Butter by Asako Yuzuki



Rika Machida is the only woman in the newsroom, a dedicated journalist who wants to do more than the fluffy pieces assigned to her as the token lady in the office. She thinks she’s got the perfect story that’ll help her break into the big leagues. Manako Kajii is a convicted serial killer whose story has enraptured Japan. A portly woman with impeccable culinary skills, she is said to have seduced men with her cooking then bumped them off one by one. Kajii refuses to speak with the press, but when Rika asks for one of her recipes, Kajii responds. In exchange for her story, Rika must indulge Kajii’s desires for taste by proxy. She’ll try new recipes, eat whatever she wants, and report back. It doesn’t take long for the journalist to become the subject.

To the surprise of nobody, Butter is packed to the gunnels with the most amazing food porn this side of The Taste of Things. The simplest of dishes, like a pad of ludicrously expensive butter on top of hot white rice, will have you rushing to the kitchen. Through food, Kajii and Rika form a Hannibal/Clarice-style relationship of quid pro quo that cannot help but prove enticing to the journalist who is used to solitude and ignoring her desires. As she indulges her new tastes, she puts on a few pounds and everyone around her, including her sorta-boyfriend, comments on it as though it’s a personal failing. Food becomes a way for her to break out of the stifling conformities placed upon her as a woman, and it all seems like a total blast. Food, sex, and butter? What’s not to like?

The commentary on gender and society, told through the metaphor of consumption, is pretty surface-level stuff, on the nose and never going much beyond that. For those hoping for a greater crime mystery, they’ll be left wanting. Ultimately, it’s less about the murderer than the opinions she inspires. Kajii’s status as a proud misogynist who views other women as beneath her adds a unique kink to the dish, but it’s a plot thread that’s left hanging. For a 400-page-book, this reads extremely fast, and it’s mostly satisfying, but there’s a timidity to its conclusions that belies its prickly concept. Frankly, it needed more food and f*cking.

Too Much Happiness by Alice Munro



Every year, I compile a list of pop culture I want to check out for the first time over the course of the following 12 months.
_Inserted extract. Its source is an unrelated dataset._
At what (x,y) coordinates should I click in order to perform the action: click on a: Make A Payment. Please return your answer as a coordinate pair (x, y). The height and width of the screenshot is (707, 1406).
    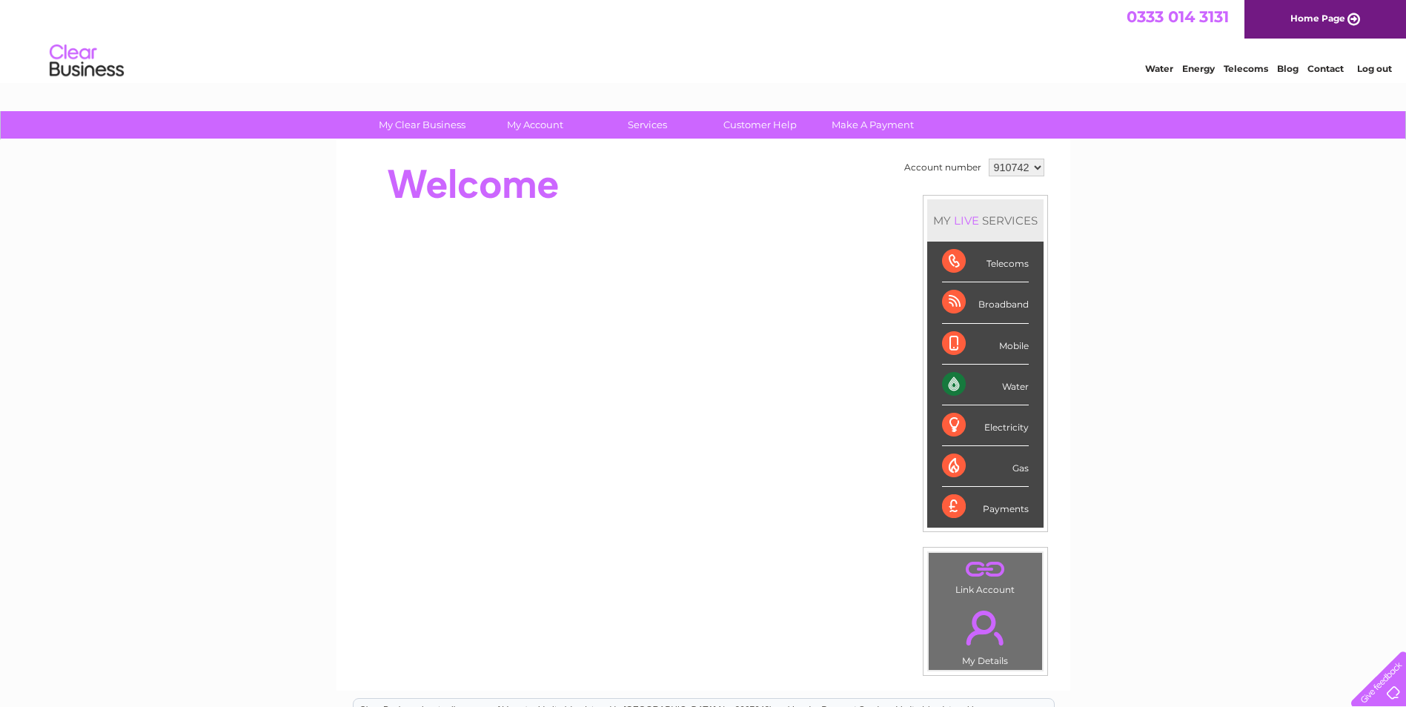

Last year, I read Toni Morrison for the first time, as well as Discworld, The Color Purple, and House of Leaves. For 2024, I’m ticking off my first literary entry on the list with the wonderful Alice Munro.

Often considered Canada’s queen of the short story, Munro’s lofty reputation greatly precedes her. She’s won practically every award, including the Nobel Prize, and the likes of Sarah Polley and Pedro Almodovar have adapted her work into films. I’m not a big reader of short stories, but with Munro, I may have found my platonic ideal for the form. Believe the hype.

Her style is uncomplicated, with each tale typically set in southwestern Ontario, where she is from. Not a lot happens in terms of plot. The focus is stridently on people, and none of them are especially dramatic in their lives or emotions either. Yet, through these tales of simple lives and brief moments of realization, Munro wrings out every ounce of emotion possible, and it bowled me over with every story I read in the 2009 collection Too Much Happiness. She finds both beauty and nuance in the domestic, in areas of life that are both specific in their regionalisms yet universally relatable (infidelity, a childhood trauma, a break-in.) There’s something about the way she starts a story with such easy descriptions and then, like a sneak attack, the gut punch of what the narrative is really about hits you. It reminded me a lot of one of my favourite films of the past decade, Ryusuke Hamaguchi’s Wheel of Fortune and Fantasy (now there’s a niche comparison for, like, 17 people!) Everything seems perfectly normal, mundane even, then a small change happens and it feels like the world has completely stopped spinning.

What a treat Alice Munro is. I found myself reading a short story every night before sleep, my own form of bedtime lullaby, and it was a soothing experience I was sad to lose once I finished Too Much Happiness. Fortunately for me, she has many other collections I’ve yet to read.